Nassau, in its early years, was quite different from today’s Nass. We put a heavy emphasis on reporting rather than essay writing and memoir, which later became the paper’s stock in trade. Some of our best stories were deeply reported features such as Belkin’s elegiac profile of the two veteran Dinky conductors, or a controversial look at the incestuous ties between student government leaders and Prince editors at one eating club, or investigations, such as our examination of how and why the Princeton Borough police chief chose his wedding anniversary to stage annual raids on campus dorm rooms in search of illegal drugs, or our look at anti-Semitism in bicker choices at the selective clubs.
But some of Nassau’s personality has remained consistent—the first issue emphasized the paper’s humor (Wolff riffing on the revelations to be mined from the Firestone card catalogue), passion (Purdum’s powerful rant against the anti-democratic core of Bicker), and sense of outrage (Carol Phethean ’81 revealed how Princeton University Band alumni had censored the current members’ raunchy halftime shows). The paper was cheeky from the start—our first year included a meaty guide to the art of picking a gut course, even as the administration insisted that there was no such thing.
Year One of Nassauwas a weekly adventure. The university gave us two rooms at the top of Holder Tower, and we scraped together enough money to lease a huge machine that spat out camera-ready cold types we could paste onto pages—an early phase in the computerization of print production. By the second week, I had figured out how to write stories directly onto the typesetting machine, an unforgiving process in which a single error in composition or keyboarding would require retyping the entire article. It was kind of thrilling—you had to be there.

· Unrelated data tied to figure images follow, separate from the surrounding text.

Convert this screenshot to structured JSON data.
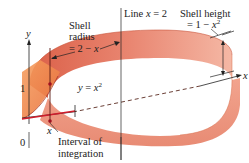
{
  "diagram": {
    "type": "cylindrical-shell-method",
    "labels": {
      "shell_radius_line1": "Shell",
      "shell_radius_line2": "radius",
      "shell_radius_eq_prefix": "= 2 − ",
      "shell_radius_eq_var": "x",
      "line_prefix": "Line ",
      "line_var": "x",
      "line_suffix": " = 2",
      "shell_height_line1": "Shell height",
      "shell_height_eq_prefix": "= 1 − ",
      "shell_height_eq_var": "x",
      "shell_height_exp": "2",
      "curve_prefix": "y",
      "curve_eq": " = ",
      "curve_var": "x",
      "curve_exp": "2",
      "axis_y": "y",
      "axis_x": "x",
      "tick_1": "1",
      "tick_0": "0",
      "point_x": "x",
      "interval_line1": "Interval of",
      "interval_line2": "integration"
    },
    "colors": {
      "shell_outer": "#e8806a",
      "shell_inner": "#f4b8a4",
      "shell_dark": "#d9604a",
      "region": "#f08a4a",
      "interval": "#d01c2c",
      "ink": "#222222"
    }
  }
}
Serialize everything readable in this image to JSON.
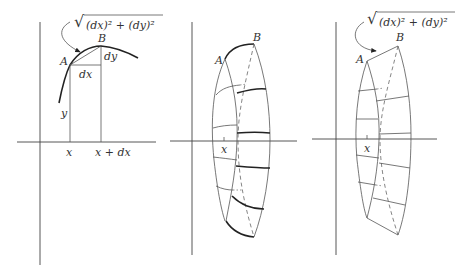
{
  "panels": [
    {
      "id": "graph-arc-length",
      "labels": {
        "formula_root": "√",
        "formula": "(dx)² + (dy)²",
        "point_a": "A",
        "point_b": "B",
        "dx": "dx",
        "dy": "dy",
        "y": "y",
        "x": "x",
        "x_plus_dx": "x + dx"
      }
    },
    {
      "id": "surface-of-revolution-curved",
      "labels": {
        "point_a": "A",
        "point_b": "B",
        "x": "x"
      }
    },
    {
      "id": "surface-of-revolution-frustum",
      "labels": {
        "formula_root": "√",
        "formula": "(dx)² + (dy)²",
        "point_a": "A",
        "point_b": "B",
        "x": "x"
      }
    }
  ]
}
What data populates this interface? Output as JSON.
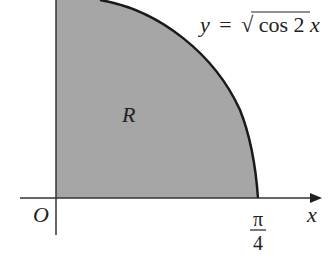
{
  "diagram": {
    "curve_label_lhs": "y",
    "curve_label_eq": "=",
    "curve_label_sqrt": "√",
    "curve_label_rhs": "cos 2",
    "curve_label_var": "x",
    "region_label": "R",
    "origin_label": "O",
    "x_axis_label": "x",
    "x_tick_numerator": "π",
    "x_tick_denominator": "4",
    "colors": {
      "region_fill": "#a6a6a6",
      "curve": "#1a1a1a",
      "axes": "#333333"
    }
  }
}
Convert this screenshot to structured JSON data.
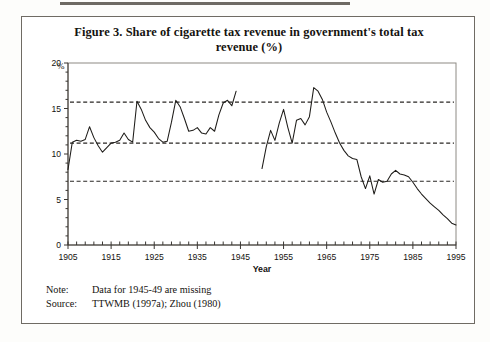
{
  "figure": {
    "title": "Figure 3. Share of cigarette tax revenue in government's total tax revenue (%)",
    "note_label": "Note:",
    "note_text": "Data for 1945-49 are missing",
    "source_label": "Source:",
    "source_text": "TTWMB (1997a); Zhou (1980)"
  },
  "chart_data": {
    "type": "line",
    "title": "Figure 3. Share of cigarette tax revenue in government's total tax revenue (%)",
    "xlabel": "Year",
    "ylabel": "%",
    "xlim": [
      1905,
      1995
    ],
    "ylim": [
      0,
      20
    ],
    "yticks": [
      0,
      5,
      10,
      15,
      20
    ],
    "ytick_labels": [
      "0",
      "5",
      "10",
      "15",
      "20"
    ],
    "xticks": [
      1905,
      1915,
      1925,
      1935,
      1945,
      1955,
      1965,
      1975,
      1985,
      1995
    ],
    "xtick_labels": [
      "1905",
      "1915",
      "1925",
      "1935",
      "1945",
      "1955",
      "1965",
      "1975",
      "1985",
      "1995"
    ],
    "minor_xtick_step": 2,
    "grid": false,
    "legend": "none",
    "reference_lines": [
      {
        "value": 15.7,
        "style": "dashed"
      },
      {
        "value": 11.2,
        "style": "dashed"
      },
      {
        "value": 7.0,
        "style": "dashed"
      }
    ],
    "missing_years": [
      1945,
      1946,
      1947,
      1948,
      1949
    ],
    "series": [
      {
        "name": "Share of cigarette tax revenue (%)",
        "x": [
          1905,
          1906,
          1907,
          1908,
          1909,
          1910,
          1911,
          1912,
          1913,
          1914,
          1915,
          1916,
          1917,
          1918,
          1919,
          1920,
          1921,
          1922,
          1923,
          1924,
          1925,
          1926,
          1927,
          1928,
          1929,
          1930,
          1931,
          1932,
          1933,
          1934,
          1935,
          1936,
          1937,
          1938,
          1939,
          1940,
          1941,
          1942,
          1943,
          1944,
          1950,
          1951,
          1952,
          1953,
          1954,
          1955,
          1956,
          1957,
          1958,
          1959,
          1960,
          1961,
          1962,
          1963,
          1964,
          1965,
          1966,
          1967,
          1968,
          1969,
          1970,
          1971,
          1972,
          1973,
          1974,
          1975,
          1976,
          1977,
          1978,
          1979,
          1980,
          1981,
          1982,
          1983,
          1984,
          1985,
          1986,
          1987,
          1988,
          1989,
          1990,
          1991,
          1992,
          1993,
          1994,
          1995
        ],
        "y": [
          8.3,
          11.3,
          11.5,
          11.4,
          11.6,
          13.0,
          11.8,
          10.9,
          10.2,
          10.7,
          11.2,
          11.3,
          11.5,
          12.3,
          11.6,
          11.3,
          15.8,
          14.9,
          13.7,
          12.9,
          12.4,
          11.7,
          11.3,
          11.4,
          13.5,
          15.9,
          15.2,
          13.9,
          12.5,
          12.6,
          12.9,
          12.3,
          12.2,
          12.9,
          12.5,
          14.3,
          15.6,
          15.9,
          15.3,
          16.9,
          8.4,
          10.8,
          12.6,
          11.5,
          13.4,
          14.9,
          12.9,
          11.2,
          13.7,
          13.9,
          13.2,
          14.1,
          17.3,
          16.9,
          16.0,
          14.6,
          13.5,
          12.3,
          11.2,
          10.4,
          9.8,
          9.5,
          9.4,
          7.5,
          6.2,
          7.6,
          5.6,
          7.2,
          6.9,
          7.0,
          7.8,
          8.2,
          7.8,
          7.7,
          7.5,
          6.9,
          6.2,
          5.6,
          5.1,
          4.6,
          4.2,
          3.8,
          3.3,
          2.9,
          2.4,
          2.2
        ]
      }
    ]
  }
}
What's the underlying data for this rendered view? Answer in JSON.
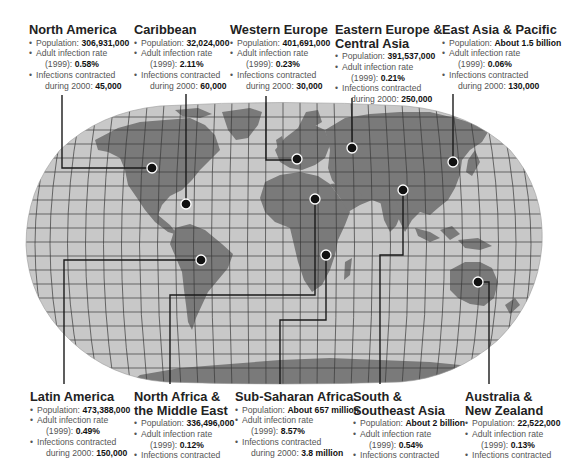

We launched features that lasted decades: Verbatim, those found bits of campus dialogue, all guaranteed authentic, suddenly had professors watching their words in lectures; and PrinceWatch was our stab at creating a cross-campus rivalry with the daily paper.
I have no idea if we made or lost money. Somehow, we just kept printing. We dropped copies in front of every room on campus. People read the thing. University administrators reacted: they were glad to have an alternative to the Prince, so they bought ads in Nassau, and they were sometimes appalled by what they viewed as our immature, cheeky and sometimes irresponsible journalism. That pleased us no end. Spurred by the competition, the Prince started writing features, even created a weekend section that mimicked our approach; we liked that too.
Eventually, running Nassau and maintaining a full workload for Press Club, not to mention actual school work, became too much, and the other Press Club members and I found other strong writers on campus who gradually took over the Weeklyfrom us. Our main goal was to build something that would last beyond our senior year. Looks like that actually happened, give or take 40 years.
Marc Fisher ’80, a senior editor at The Washington Post and author of “Trump Revealed: An American Journey of Ambition, Ego, Money, and Power” and three other books, was Nassau’s founding editor.